Productivity Improvement Strategies

The most common productivity levers are: better training and skill development, improved work methods and standard operating procedures, workplace layout optimization (5S), investment in tools and equipment, reducing waiting and downtime, and aligning incentives with productivity targets. Small process improvements often compound into significant productivity gains.

Labor Productivity Benchmarking

The U.S. Bureau of Labor Statistics publishes labor productivity data by industry that provides useful benchmarks. Manufacturing productivity growth has averaged 2–4% annually in recent decades. Service sector productivity growth is typically slower at 1–2%. Compare your numbers against industry averages, but focus primarily on improving your own trend line.
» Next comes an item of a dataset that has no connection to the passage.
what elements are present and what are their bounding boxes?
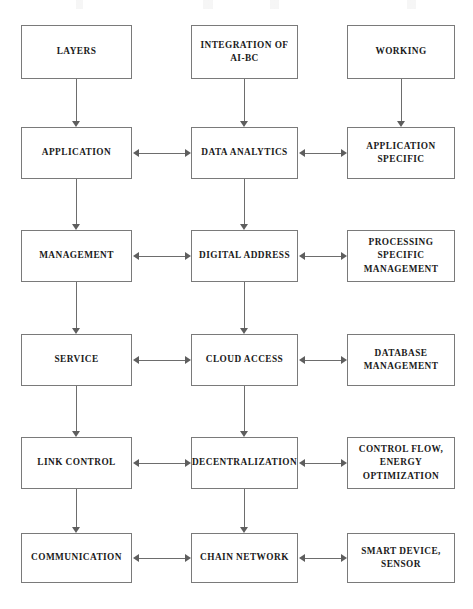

Financial Impact of Productivity Gains

A 10% improvement in labor productivity can be reinvested in three ways: produce the same output with fewer hours (cost savings), produce more output with the same hours (revenue growth), or a combination of both. The financial impact is significant — in a facility with $5M in annual labor costs, a 10% productivity gain equals $500K in savings or additional capacity.

Sources & Methodology

Last updated:

Frequently Asked Questions

  • It varies enormously by industry. Manufacturing might target 10–50 units per labor hour; a warehouse might process 25–40 orders per labor hour. The key is to benchmark against your own historical data and industry peers, then aim for steady improvement of 3–5% annually.